What Works — And Where the Hangover Begins

Fresh Idea, Brave Premise

In an era of safe horror remakes and formulaic scares, Atmaharaam Live tries something different. It doesn’t just use ghosts for cheap jump-scares — it weaponizes the modern obsession with social media. The underlying social satire about validation, voyeurism, and moral decay gives the film spine. Some critics and viewers say that’s exactly what made them sit up in the dark.

And the director’s courage to cast comparatively unknown faces — instead of big stars — means the fear doesn’t come wrapped in familiarity. When the ghost appears, you don’t see the actor. You see the fear. At least, that’s the promise.

Shooting for the Young, Digital Generation

The film speaks a language many understand: late-night live streams, followers count, viral fame — and the anxiety behind the perfect selfie. For younger audiences, this might hit harder than most horror flicks about haunted mansions or demonic cults. The horror is familiar. The fear is relatable.

Atmaharaam Live also offers a new path for fresh talent — a new direction, a new cast, and a new kind of story. In that sense, it’s less a film, more a statement: horror doesn’t need pocket-heavy star casts or borrowed scripts. It needs honesty, ambition — and maybe just a touch of dread.

The Brutal Truth: Where It All Falls Apart

Horror Without Horror — Poor Execution Drags the Idea Down

This is the tricky part: the film has a stellar skeleton, but a shaky spine. As one review put it bluntly: “The scariest thing here is the storytelling.”

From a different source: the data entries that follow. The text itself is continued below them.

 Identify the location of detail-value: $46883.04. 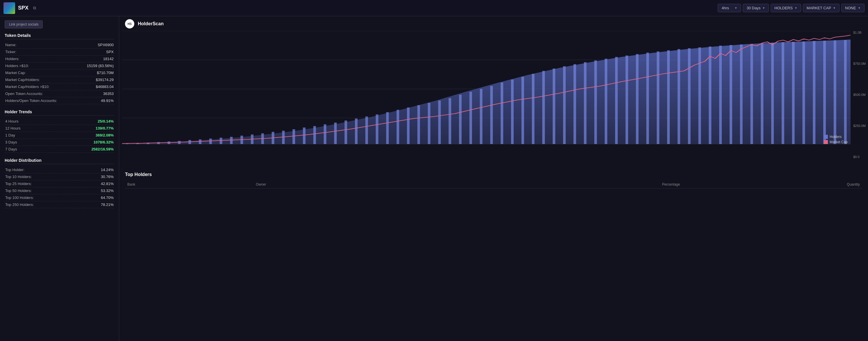
(95, 87). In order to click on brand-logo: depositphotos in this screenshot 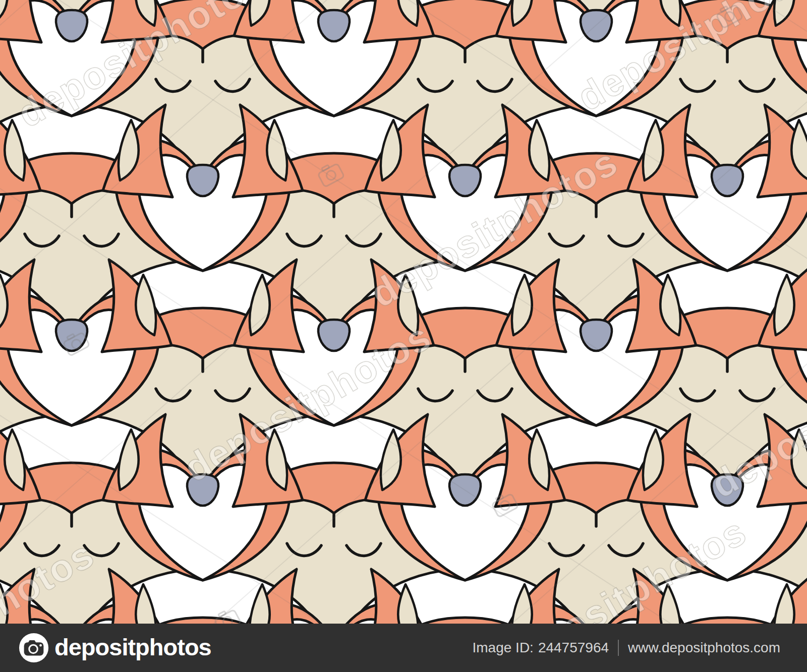, I will do `click(115, 648)`.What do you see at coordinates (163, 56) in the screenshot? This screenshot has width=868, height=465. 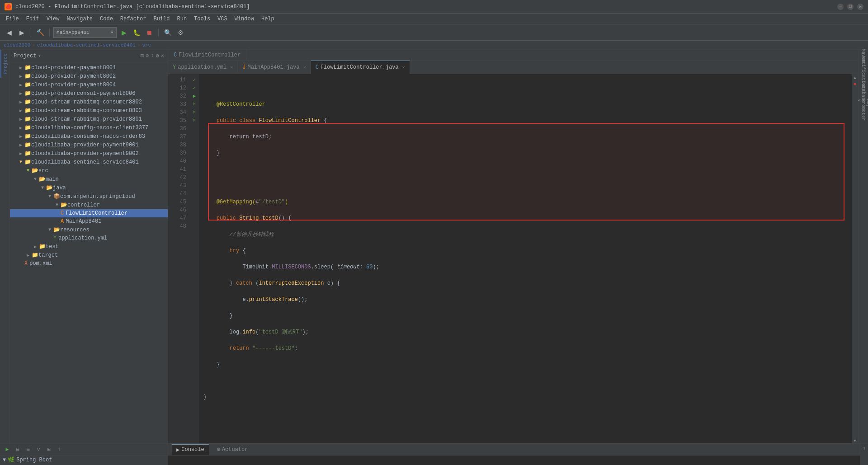 I see `close-panel-button: ✕` at bounding box center [163, 56].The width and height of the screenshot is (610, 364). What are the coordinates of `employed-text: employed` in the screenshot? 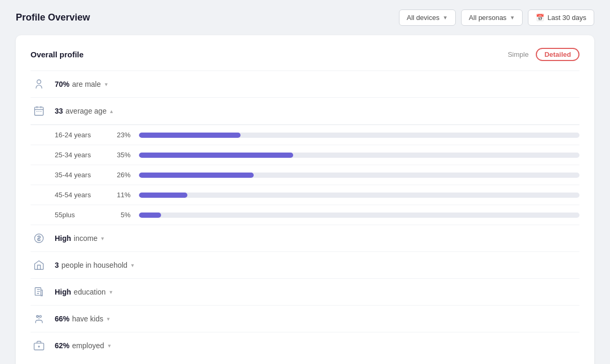 It's located at (88, 346).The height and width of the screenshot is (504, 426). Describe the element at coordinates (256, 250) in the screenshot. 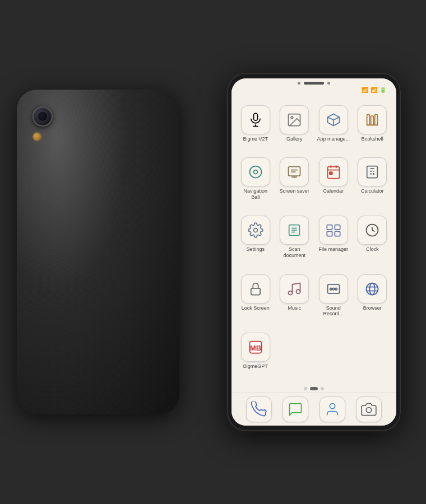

And it’s hard to argue with that. The first act moves with some energy — establishment of characters, digital hustle, the hook. But once the horror begins, the film struggles: the scares don’t land, the tension never grips, and the horror tropes feel shallow. The spirits, the fear, the dread — they vanish behind bad timing, odd dialogues, and inconsistent tone.

Vithal Chadha, the lead, often feels unconvincing. Scenes that should tremble with fear end up limping with amateurism. Supporting actors try their best — Akashdeep’s comic timing gets a few laughs, Avyaana Sharma as the love interest tries to evoke pathos — but the skeleton of good horror remains bare.

When Satire Gets Lost in the Fog

The satire — the commentary on social media’s morbidity, fame from tragedy, and the morality of content creation — feels muffled. Rather than hitting hard, it floats as a whisper. By the time the film wants to scare you and then make you think, you’re already wondering if you should have just scrolled.

In modern horror, tone is everything. Mixing horror, comedy, and social critique demands precision. Atmaharaam Live aims for a cocktail, but ends up with a spill.

Box Office’s Cold Mirror

Despite the hype around a “fresh, young horror-comedy,” early word-of-mouth is lukewarm. The film’s acceptance depends heavily on the viewer’s tolerance for rough edges. As of now, there’s no public claim of box-office success or breakthrough, which suggests that this experiment might splutter before it flies.

In an age where audiences demand polish — especially in horror — rough execution is brutal. For many, the movie may end up as “just another small-scale horror.”

Why It Matters — And What Could Have Been

Even with its flaws, Atmaharaam Live deserves credit for one thing: ambition. The world doesn’t need another haunted house thriller. It needs horror that reflects today’s anxieties: instant fame, cheap virality, moral shortcuts, digital abandon. This film tries to catch that lightning.

For young filmmakers and indie creators, it’s a faint spark — not a blaze, but enough to remind us that horror doesn’t need cash. It needs guts. It needs ideas. And maybe, real fear.

If the makers had invested in better direction, sharper writing, stronger horror mechanics, this could’ve been a bold new voice in Indian horror — a post-internet horror that hurts, rattles, and perhaps even changes. As it stands, it’s more of a cautionary tale: good concept, poor follow-through.